Georges (the “s” is silent) and his parents move from their house to an apartment in Brooklyn when his dad loses his job. His mom, a nurse, decides to work a double shift at the hospital. His former best friend is now part of the “in-crowd” a group Georges or “Gorgeous” as most of the people in that group call him. Not only is Georges’s home life falling apart, his school life has also become barely tolerable. After noticing a random poster advertising a Spy Club in the basement of his apartment building, Georges, after encouragement from his dad, decides to take a chance and check it out. There he meets Safer, a boy around his age, and Candy, his younger sister. Just like the works of Georges Seurat, the painter he was named after, Georges learns from Safer how to look at the world bit by bit instead of always looking at the world as a whole. With that knowledge he is able to face his biggest fears and accept what is happening in his life.
Liar & Spy is a story that teaches readers of all ages. It teaches the value of mustering up the courage to stand up to bullies and the fears that threaten to drag you down. It teaches the value of understanding your friends and realizing they are more important to you than you think.









I loved “Shadow of the Wind” and I liked “The Angel’s Game”, so I was pretty excited to find a new book set in the same world. Unfortunately, “Prisoner of Heaven” falls flat in comparison to its predecessors.
There are few, if any, teen books written that focus on the plight of those from the Baltic region during World War II. Thus, this book felt like completely new territory to me. While I’m familiar with the Gulag system used by the Soviets, it had never occurred to me that entire families might have been put to work in them. As it turns out, thousands of men, women and children were taken from their homes and places of work in Lithuania, Latvia and Estonia. These people were deemed criminals and were packed into trains to be shipped off to the wintery lands of Siberia. This book tells of one family’s plight. Taken from their home in Lithuania, a mother and her two children are put on a train and sent east. They travel an astonishing distance only to be put to work in beet fields. They fall ill, they freeze, they go hungry. And then they’re sent to the Artic Circle and forced to build shelter not only for themselves but for the guards as well. No matter how bad it gets, the family never falters in their faith that one day, they will be able to return home, be reunited with their husband and father (who is sent to a different series of camps/prisons). Their love for each other, their culture and their homeland are something that the Soviets could never break them of.
This officially marks the second time I’ve read this book, as well as the second time I’ve used it for a high school book group. I must say, this is a novel that holds up to rereading and remains one of the best discussion books I’ve ever used. The plot sounds simple: a teenaged girl, Hannah Baker, has committed suicide. Before her death, she recorded a series of tapes to be passed from person to person. There are 7 tapes with 13 of the sides used. A “Baker’s dozen”, so to speak. Each side of each tape pertains to a reason that contributed to Hannah’s decision to end her life. Each reason is a person and each person on the tapes has to hear the tapes or risk copies of the tapes being made public. The story is told through the eyes of a boy named Clay, who cannot, for the life of him, figure out what he did to appear on these tapes. Clay had worshiped Hannah from afar and had worked with her, but has never, to his knowledge, done anything to hurt her. The only way to find out why he’s on the tapes is to listen and what he hears will change his life forever.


> Your objective: Every line below containing the word "this" should be found and copied.

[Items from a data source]

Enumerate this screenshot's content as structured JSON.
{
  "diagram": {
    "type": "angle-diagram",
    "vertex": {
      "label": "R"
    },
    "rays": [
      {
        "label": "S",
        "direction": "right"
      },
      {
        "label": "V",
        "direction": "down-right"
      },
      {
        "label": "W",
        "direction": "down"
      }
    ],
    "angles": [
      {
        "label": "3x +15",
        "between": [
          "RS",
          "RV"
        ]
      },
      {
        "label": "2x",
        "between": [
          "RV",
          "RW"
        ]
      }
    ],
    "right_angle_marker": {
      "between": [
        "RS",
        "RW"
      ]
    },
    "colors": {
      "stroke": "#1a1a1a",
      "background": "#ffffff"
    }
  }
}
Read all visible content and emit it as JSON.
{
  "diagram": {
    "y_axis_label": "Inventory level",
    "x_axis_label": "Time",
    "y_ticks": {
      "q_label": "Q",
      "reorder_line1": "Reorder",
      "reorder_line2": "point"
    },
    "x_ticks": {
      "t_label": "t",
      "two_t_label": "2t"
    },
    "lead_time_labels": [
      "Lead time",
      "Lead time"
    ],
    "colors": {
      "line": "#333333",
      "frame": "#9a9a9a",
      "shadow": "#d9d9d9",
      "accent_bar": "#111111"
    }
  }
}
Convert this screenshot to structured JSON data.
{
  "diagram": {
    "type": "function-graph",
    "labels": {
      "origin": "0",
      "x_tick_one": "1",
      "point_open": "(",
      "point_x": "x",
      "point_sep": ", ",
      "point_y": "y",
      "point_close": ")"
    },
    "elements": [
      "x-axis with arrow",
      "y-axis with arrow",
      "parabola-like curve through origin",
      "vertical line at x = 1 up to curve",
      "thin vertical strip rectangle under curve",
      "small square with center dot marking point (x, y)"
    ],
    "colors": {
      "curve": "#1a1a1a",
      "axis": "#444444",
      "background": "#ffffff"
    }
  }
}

--

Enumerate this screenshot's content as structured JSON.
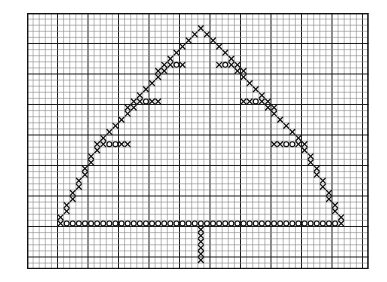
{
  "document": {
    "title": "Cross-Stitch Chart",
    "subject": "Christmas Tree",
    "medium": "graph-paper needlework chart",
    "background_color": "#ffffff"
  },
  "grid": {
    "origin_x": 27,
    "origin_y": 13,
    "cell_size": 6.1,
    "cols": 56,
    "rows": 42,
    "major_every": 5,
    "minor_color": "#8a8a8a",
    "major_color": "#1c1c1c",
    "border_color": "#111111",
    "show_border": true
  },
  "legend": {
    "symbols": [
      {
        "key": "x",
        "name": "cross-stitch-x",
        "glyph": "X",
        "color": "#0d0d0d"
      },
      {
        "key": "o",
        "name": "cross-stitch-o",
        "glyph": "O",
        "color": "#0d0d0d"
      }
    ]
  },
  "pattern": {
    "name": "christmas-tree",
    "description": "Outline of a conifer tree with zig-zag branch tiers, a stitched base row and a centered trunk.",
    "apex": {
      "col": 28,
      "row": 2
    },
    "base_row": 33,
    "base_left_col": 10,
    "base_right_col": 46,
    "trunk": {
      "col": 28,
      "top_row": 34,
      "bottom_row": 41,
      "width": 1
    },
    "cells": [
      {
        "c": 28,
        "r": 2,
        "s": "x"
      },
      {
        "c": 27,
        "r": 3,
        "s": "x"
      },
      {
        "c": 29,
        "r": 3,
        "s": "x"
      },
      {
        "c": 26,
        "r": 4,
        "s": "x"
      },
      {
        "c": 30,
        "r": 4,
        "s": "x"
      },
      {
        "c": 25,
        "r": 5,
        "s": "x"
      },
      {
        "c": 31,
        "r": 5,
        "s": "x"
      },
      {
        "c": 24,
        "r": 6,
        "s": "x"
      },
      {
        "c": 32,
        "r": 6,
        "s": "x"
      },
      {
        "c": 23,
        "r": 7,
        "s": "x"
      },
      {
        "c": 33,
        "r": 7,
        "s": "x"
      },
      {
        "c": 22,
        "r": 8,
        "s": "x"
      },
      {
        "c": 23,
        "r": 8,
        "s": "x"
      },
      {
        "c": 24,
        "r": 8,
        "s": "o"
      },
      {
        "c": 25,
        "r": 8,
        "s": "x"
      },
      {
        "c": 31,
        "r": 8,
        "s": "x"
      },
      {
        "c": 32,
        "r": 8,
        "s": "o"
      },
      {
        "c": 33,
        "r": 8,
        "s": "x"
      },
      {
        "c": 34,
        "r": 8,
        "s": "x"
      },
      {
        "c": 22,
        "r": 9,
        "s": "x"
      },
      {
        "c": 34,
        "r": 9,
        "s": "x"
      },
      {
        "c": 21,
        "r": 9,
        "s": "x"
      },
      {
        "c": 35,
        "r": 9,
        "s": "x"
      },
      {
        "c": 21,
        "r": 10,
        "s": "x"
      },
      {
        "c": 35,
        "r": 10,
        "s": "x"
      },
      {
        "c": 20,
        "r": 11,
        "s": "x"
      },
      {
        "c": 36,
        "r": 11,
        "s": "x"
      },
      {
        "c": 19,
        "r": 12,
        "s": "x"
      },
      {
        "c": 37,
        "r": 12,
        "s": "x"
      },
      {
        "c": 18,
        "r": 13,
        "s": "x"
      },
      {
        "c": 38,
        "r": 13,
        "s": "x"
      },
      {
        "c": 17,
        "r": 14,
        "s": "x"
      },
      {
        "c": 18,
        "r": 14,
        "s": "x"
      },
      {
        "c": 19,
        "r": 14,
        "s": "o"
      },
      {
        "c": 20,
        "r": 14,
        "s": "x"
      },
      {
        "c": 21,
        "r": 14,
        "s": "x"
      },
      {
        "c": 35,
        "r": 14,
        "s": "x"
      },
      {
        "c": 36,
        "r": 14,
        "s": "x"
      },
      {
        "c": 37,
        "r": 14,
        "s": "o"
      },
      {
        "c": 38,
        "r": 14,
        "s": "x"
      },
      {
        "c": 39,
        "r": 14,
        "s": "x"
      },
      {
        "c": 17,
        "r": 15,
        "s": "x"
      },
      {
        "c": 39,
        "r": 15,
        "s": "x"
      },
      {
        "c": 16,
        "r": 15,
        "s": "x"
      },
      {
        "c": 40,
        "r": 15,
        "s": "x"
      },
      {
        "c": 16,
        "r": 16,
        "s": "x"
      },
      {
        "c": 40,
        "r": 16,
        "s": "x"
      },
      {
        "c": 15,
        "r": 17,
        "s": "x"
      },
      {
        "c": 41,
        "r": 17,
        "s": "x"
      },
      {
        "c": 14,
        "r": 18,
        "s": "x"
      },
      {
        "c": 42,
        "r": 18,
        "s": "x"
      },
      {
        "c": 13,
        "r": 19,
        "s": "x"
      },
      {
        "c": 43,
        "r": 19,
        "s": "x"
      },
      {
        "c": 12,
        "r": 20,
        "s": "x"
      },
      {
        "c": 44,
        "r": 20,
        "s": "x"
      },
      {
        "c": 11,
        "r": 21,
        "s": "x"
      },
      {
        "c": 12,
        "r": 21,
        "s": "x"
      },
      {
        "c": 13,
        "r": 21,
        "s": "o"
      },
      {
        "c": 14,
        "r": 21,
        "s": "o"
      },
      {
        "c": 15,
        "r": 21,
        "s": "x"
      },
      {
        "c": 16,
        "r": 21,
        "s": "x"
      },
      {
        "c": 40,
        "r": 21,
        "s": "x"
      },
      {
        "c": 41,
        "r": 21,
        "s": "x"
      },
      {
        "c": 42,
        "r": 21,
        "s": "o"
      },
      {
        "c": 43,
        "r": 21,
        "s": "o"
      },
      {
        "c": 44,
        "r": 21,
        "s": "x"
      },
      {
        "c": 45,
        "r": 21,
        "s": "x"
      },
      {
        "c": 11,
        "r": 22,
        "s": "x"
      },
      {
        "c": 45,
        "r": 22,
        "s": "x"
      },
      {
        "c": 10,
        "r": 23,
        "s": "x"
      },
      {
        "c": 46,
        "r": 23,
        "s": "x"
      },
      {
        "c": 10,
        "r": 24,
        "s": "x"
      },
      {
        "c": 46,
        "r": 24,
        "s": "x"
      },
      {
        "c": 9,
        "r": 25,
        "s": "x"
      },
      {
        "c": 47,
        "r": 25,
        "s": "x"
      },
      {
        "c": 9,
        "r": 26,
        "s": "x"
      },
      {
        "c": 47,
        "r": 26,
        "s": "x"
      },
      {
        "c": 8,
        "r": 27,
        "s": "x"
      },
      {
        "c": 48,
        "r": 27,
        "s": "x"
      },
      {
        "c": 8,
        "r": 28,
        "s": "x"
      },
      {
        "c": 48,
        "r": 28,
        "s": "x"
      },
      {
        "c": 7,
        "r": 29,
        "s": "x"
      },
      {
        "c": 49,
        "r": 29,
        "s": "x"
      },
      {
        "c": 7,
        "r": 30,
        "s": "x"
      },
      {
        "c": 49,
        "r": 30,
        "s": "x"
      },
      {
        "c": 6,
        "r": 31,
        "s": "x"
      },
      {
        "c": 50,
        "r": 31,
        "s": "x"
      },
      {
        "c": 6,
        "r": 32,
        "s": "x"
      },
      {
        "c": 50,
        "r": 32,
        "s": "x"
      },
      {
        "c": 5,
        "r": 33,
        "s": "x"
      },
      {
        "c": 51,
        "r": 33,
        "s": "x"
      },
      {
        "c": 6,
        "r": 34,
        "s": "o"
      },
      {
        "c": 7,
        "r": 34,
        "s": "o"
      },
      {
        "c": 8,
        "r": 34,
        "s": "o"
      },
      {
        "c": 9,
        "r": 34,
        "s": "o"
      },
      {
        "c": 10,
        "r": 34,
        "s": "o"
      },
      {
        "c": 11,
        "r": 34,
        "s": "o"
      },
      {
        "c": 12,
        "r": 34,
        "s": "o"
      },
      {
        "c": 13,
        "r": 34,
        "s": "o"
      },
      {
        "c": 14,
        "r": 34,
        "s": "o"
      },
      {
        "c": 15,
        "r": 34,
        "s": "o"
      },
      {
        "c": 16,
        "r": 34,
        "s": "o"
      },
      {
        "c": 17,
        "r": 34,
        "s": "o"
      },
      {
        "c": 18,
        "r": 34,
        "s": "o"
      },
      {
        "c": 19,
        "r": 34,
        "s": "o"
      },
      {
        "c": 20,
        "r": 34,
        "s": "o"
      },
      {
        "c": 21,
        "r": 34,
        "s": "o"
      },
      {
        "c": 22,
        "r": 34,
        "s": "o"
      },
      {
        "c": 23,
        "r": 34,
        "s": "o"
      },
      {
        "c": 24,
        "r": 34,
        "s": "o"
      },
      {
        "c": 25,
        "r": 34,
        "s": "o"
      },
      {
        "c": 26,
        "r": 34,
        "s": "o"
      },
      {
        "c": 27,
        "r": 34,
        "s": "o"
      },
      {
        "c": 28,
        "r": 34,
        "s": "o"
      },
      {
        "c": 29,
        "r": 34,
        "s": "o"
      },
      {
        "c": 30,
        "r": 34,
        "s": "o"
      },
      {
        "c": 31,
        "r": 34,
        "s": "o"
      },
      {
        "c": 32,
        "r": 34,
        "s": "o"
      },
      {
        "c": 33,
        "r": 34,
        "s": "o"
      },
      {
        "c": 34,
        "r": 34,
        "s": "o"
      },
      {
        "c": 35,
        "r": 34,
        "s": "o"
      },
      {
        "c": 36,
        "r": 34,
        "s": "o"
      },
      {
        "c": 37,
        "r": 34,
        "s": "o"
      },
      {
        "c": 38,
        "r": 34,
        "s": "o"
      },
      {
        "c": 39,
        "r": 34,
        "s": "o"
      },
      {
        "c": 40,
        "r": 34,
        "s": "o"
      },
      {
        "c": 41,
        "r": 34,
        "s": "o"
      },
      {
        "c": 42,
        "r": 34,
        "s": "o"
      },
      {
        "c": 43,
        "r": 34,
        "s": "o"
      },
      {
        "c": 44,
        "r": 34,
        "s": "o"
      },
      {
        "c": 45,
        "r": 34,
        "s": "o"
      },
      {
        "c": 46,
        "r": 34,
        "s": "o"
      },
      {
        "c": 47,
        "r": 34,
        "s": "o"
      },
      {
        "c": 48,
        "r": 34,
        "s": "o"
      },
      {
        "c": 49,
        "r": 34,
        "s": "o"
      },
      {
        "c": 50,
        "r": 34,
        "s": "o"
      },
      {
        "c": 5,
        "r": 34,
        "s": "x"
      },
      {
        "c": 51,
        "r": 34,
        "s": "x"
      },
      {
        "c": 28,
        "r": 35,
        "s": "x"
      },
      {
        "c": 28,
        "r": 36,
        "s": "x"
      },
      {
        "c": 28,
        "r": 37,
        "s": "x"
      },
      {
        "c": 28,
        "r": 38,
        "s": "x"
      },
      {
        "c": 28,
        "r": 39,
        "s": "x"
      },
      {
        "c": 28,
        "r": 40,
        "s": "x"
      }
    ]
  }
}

--

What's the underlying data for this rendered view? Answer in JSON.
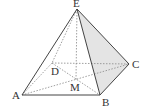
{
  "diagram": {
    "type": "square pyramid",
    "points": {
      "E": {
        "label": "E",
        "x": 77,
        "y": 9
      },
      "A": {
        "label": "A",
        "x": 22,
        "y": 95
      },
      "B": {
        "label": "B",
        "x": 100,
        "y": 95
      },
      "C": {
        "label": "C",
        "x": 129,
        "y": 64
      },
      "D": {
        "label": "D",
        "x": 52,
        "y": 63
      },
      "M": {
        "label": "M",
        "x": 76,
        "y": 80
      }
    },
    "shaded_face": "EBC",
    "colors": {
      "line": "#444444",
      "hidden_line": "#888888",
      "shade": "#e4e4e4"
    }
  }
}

> Task output:
Enumerate this screenshot's content as structured JSON.
Convert this screenshot to structured JSON data.
Enumerate this screenshot's content as structured JSON.
What's the underlying data for this rendered view? Answer in JSON.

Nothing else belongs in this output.